Climate Change Is to Blame for British Columbia’s
Wildfires, Experts Warn
B.C. is in a state of emergency and nearly 45,000
residents were forced to leave their homes.
Jackie
Marchildon
By Jackie
Marchildon
July 19,
2017
As the
blazing British Columbia wildfires continue, experts say climate change is at
least partially to blame for the devastating fires we’ve seen so far.
More than
160 wildfires are currently burning across the province, mostly in the central
and southern Interior. Nearly 45,000 people have had to leave their homes,
forcing thousands of people into evacuation centres.
But it’s
not just B.C.’s recent wildfire that is cause for concern. Devastating fires
like this, or the one that tore through Fort McMurray last year, seem to be
becoming more frequent — and more severe.
“These were
not one-offs. It is not a fluke,” Mike Flannigan, a professor of wildland fire
at the University of Alberta, told the Toronto Star back in May. “It is going
to happen again.”
John Innes,
the dean of UBC's faculty of forestry who specializes in climate change and
forest fires, among other things, says that B.C.’s intense fire was caused by
climate change as well as other weather factors.
The Pacific
Decadal Oscillation and El Niño overlapped this year and that has caused a
hotter and drier summer season, according to Innes. Climate change then adds to
that — the way fire expands depends on how warm or dry an area is and those
factors seem to be affected by climate change.
“Longer
term, we will see more fires. We will see the fire season extending, it will
start earlier, it will go on later, and the fires that we get will be more
intense,” he told CBC.
To adapt to
climate change, B.C. is planting more resilient trees in areas affected by a
mountain pine beetle infestation.
A 2014
draft report by the Wildfire Management Branch explained that the infestation
of pine beetles has intensified due to climate change. These pine beetles kill
the trees, and increase the risk of fires by providing the perfect fuel — the
report says 800,000 hectares is taken over by dead pine stands every year.
“We have to
try and make sure that our forests are as resilient as possible,” Innes said.
Natural
Resources Canada has also indicated that wildfires occurrences and behaviours
are being affected by the influences of climate change and climate variability.
The
department says that while they cannot confirm the changes in the patterns of
wildfires are directly linked to climate change, there are changes taking place
nonetheless.
Areas
burned by forest fires annually have increased over the second half of the 20th
century in the northwestern boreal regions of Canada, while the southern boreal
forest has seen a decrease. Some of this has been attributed to climate change
— increased heat and greater precipitation could be causing these changes,
according to Natural Resources Canada.
Increasing
temperatures have made forests much drier than before. In 2016, Fort McMurray
saw one of the driest springs in the area in the last 100 years.
“Proactive
infrastructure, land and resource management is required to meet the challenges
of climate change and an ever growing wildfire risk and threat to communities,
critical infrastructure and natural values in British Columbia,” according to
the the Wildfire Management Branch report.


EXERCISE REQUIREMENTS
The records below must be output exactly, with no images carried over.

DATA SHOWN
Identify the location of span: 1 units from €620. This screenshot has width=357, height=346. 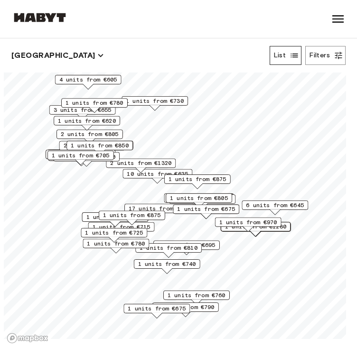
(87, 121).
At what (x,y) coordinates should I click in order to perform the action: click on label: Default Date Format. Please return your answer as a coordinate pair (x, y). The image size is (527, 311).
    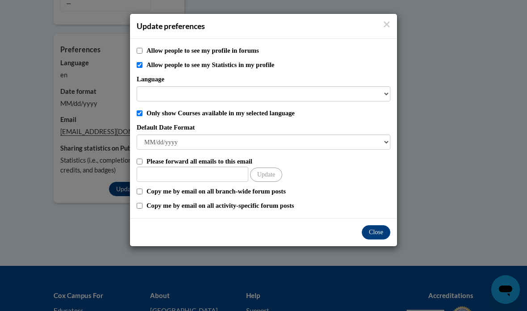
    Looking at the image, I should click on (263, 127).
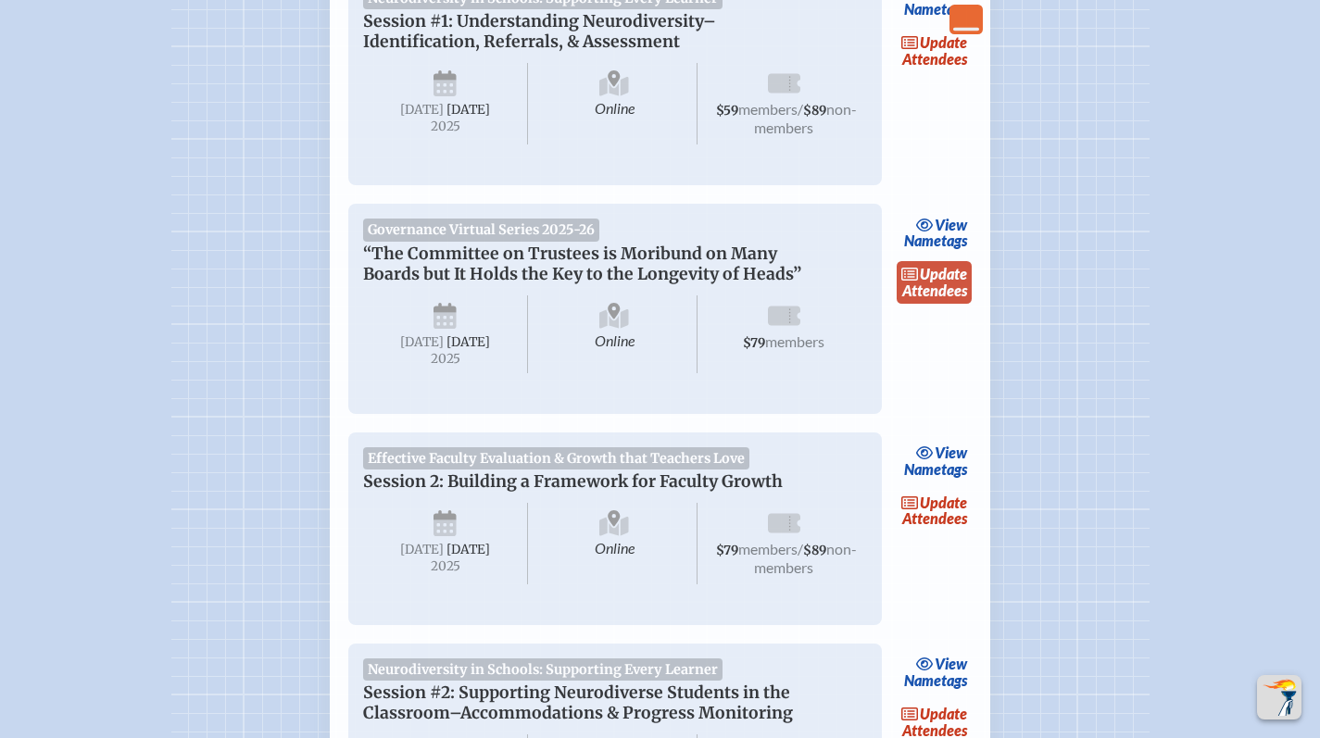 The height and width of the screenshot is (738, 1320). What do you see at coordinates (539, 31) in the screenshot?
I see `span: Session #1: Understanding Neurodiversity–Identification, Referrals, & Assessment` at bounding box center [539, 31].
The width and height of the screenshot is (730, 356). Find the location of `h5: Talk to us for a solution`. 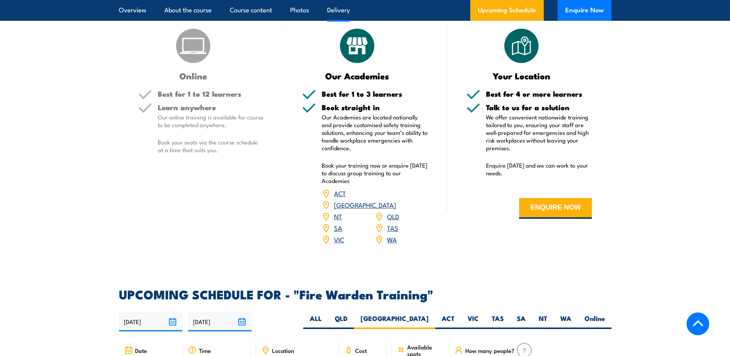

h5: Talk to us for a solution is located at coordinates (539, 107).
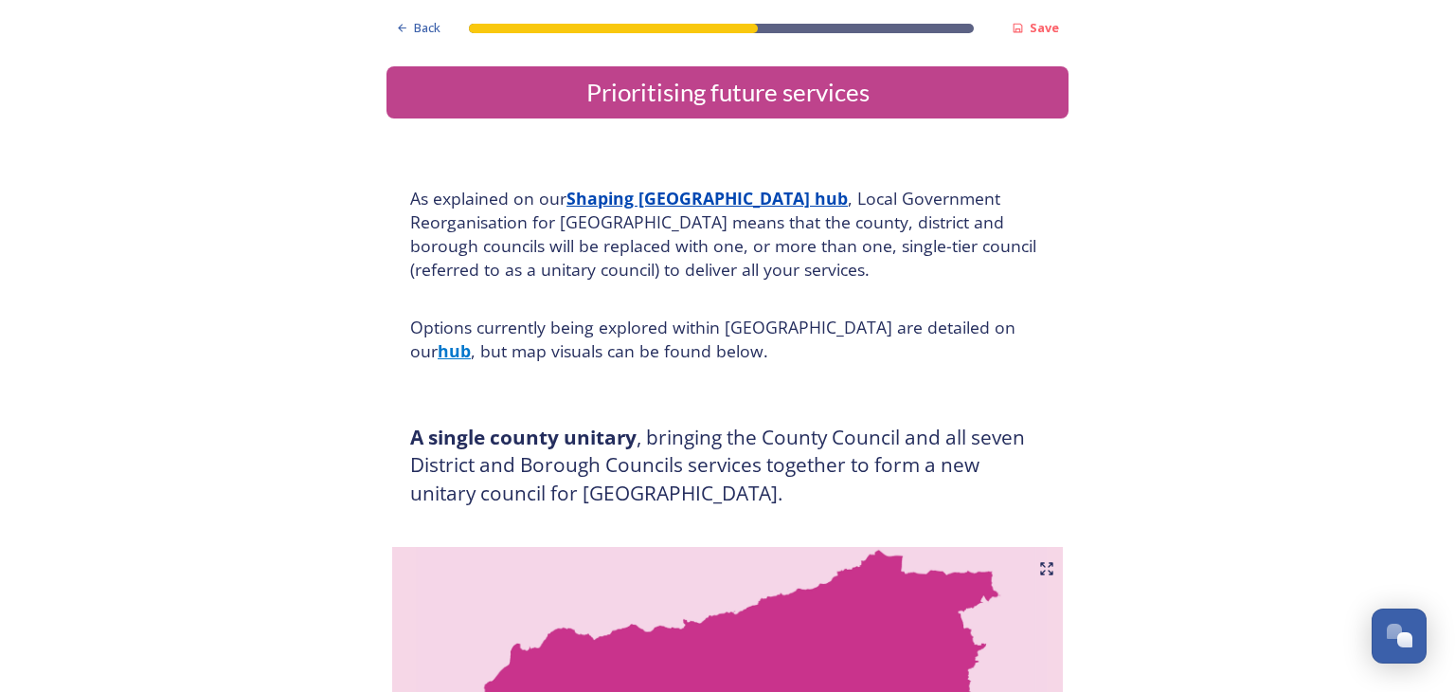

RESPONSE TO THIS EXERCISE
Identify the location of span: 1 units from €620. This screenshot has width=357, height=346. 
(87, 121).
At what (x,y) coordinates should I click in order to perform the action: click on label: Default Date Format. Please return your answer as a coordinate pair (x, y). The image size is (527, 311).
    Looking at the image, I should click on (263, 127).
 The height and width of the screenshot is (738, 1320). What do you see at coordinates (539, 31) in the screenshot?
I see `span: Session #1: Understanding Neurodiversity–Identification, Referrals, & Assessment` at bounding box center [539, 31].
The width and height of the screenshot is (730, 356). Find the location of `h5: Talk to us for a solution`. 

h5: Talk to us for a solution is located at coordinates (539, 107).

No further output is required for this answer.